Lori Jones: Oh, absolutely it for me, and it’s back at that same facility, but through a kind social worker my husband and I were able to survive our caregiving decade. I found her through the Huntington’s Disease [00:16:00] Society of America. She’s alive today. I actually sent her a copy of this book and I wrote on the inside, Jean, you’re the social worker in this

Rayna Neises: Hmm.

Lori Jones: You saved me. So we stay in contact today, which is lovely. had no idea what I was doing. I would call her in panic. He’s, he’s getting they’re telling him he has to, to leave this facility.

Rayna Neises: Mm-hmm.

Lori Jones: She always had an idea, but the one in particular that comes to mind is, there was a chapter in my dad’s life where he would not go to the doctor. so I mentioned he didn’t wanna get in the van he thought he was going to, the doctor didn’t wanna go, but he needed his medications renewed. The medications were crucial for keeping him on track, keeping him as steady as he possibly could be, but the doctor would not renew the prescriptions without

Rayna Neises: Right.

Lori Jones: And so there weren’t any house visits in that area. this was the battle. And my, my dad was dug in. He was not going

Rayna Neises: Hmm.

Lori Jones: This social worker said, I’ve got a crazy idea. There’s a retired doctor who might just pay a house visit now he won’t be able to prescribe anything, but he’ll be [00:17:00] able to see him and give him some attention. Okay, sure. So my husband and I drove down. This doctor met us. What she didn’t tell me was he was a retired head of the neurology department in this

Rayna Neises: Oh wow.

Lori Jones: a renowned specialist in Huntington’s Disease. I looked at his cv, I had no words. I mean, this gentleman

Rayna Neises: Wow.

Lori Jones: was ridiculously qualified and he showed up with a bag of McDonald’s.
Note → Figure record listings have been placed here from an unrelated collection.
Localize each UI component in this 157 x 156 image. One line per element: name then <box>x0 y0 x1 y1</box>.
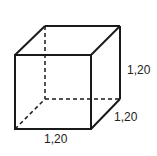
cube-drawing <box>0 0 157 156</box>
height-label: 1,20 <box>127 64 150 76</box>
top-right-edge <box>91 26 120 55</box>
top-left-edge <box>15 26 45 55</box>
depth-label: 1,20 <box>114 111 137 123</box>
width-label: 1,20 <box>44 133 67 145</box>
hidden-depth-edge <box>15 99 45 129</box>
My dad was outside sitting on a picnic table, and he showed up with this bag and he offered my dad a french fry. That’s how they began their conversation and he listened to him. He taught my dad, let him examine him, let him, you know, whack his knee with a hammer and talk about reflexes.

this doctor said, you know, you, you really ought to go in. That medication will help settle you. but you could also do this and this, and it talked to him, right at him eye contact. My dad felt, heard, seen.
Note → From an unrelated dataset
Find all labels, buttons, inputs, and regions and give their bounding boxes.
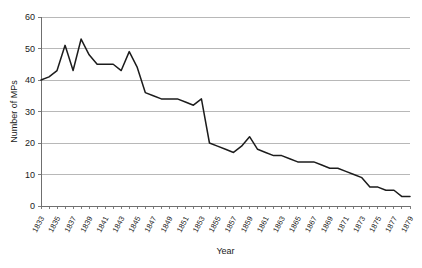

Rayna Neises: Yeah.[00:18:00]

Lori Jones: He went to the doctor

Rayna Neises: Wow.

Lori Jones: Got his meds renewed. I had no words, I couldn’t believe that this doctor

Rayna Neises: Mm-hmm.

Lori Jones: pro bono later finding out just how extremely qualified he was and how he came out of the goodness of his

Rayna Neises: Wow.

Lori Jones: And it was all orchestrated by this social worker. Those were the things that happened that when I talked to readers and other people, even in the HD community or other people struggling with neurological illness, I say you just can’t make this stuff up.

Rayna Neises: Hmm.

Lori Jones: The stuff that happened, you just can’t make it up.
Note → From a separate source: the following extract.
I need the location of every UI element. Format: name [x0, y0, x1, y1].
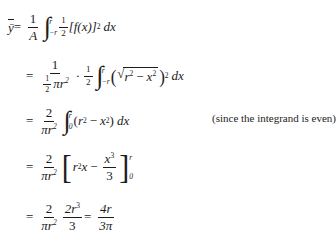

I had to write it down. I had to share it with you because you just can’t make up how God showed up that day to meet so many needs.

Rayna Neises: Yeah,

Lori Jones: Yeah.

Rayna Neises: it’s so amazing. How he just puts those people in the right place at the right time, and we are those people as caregivers, we are the people that he’s using in other people’s lives to encourage them. Sometimes we don’t even realize how much, what we’re sharing, how we go [00:19:00] out of our way to encourage a caregiver. We just don’t even realize how much of an impact that can have on someone else’s life. So remembering those people who have done that for us and knowing, how God had just those little appointments, he has those same things for you to share with others as well. It’s amazing.

So what would be one thing that you feel like you do to live content, love well, and care without regrets?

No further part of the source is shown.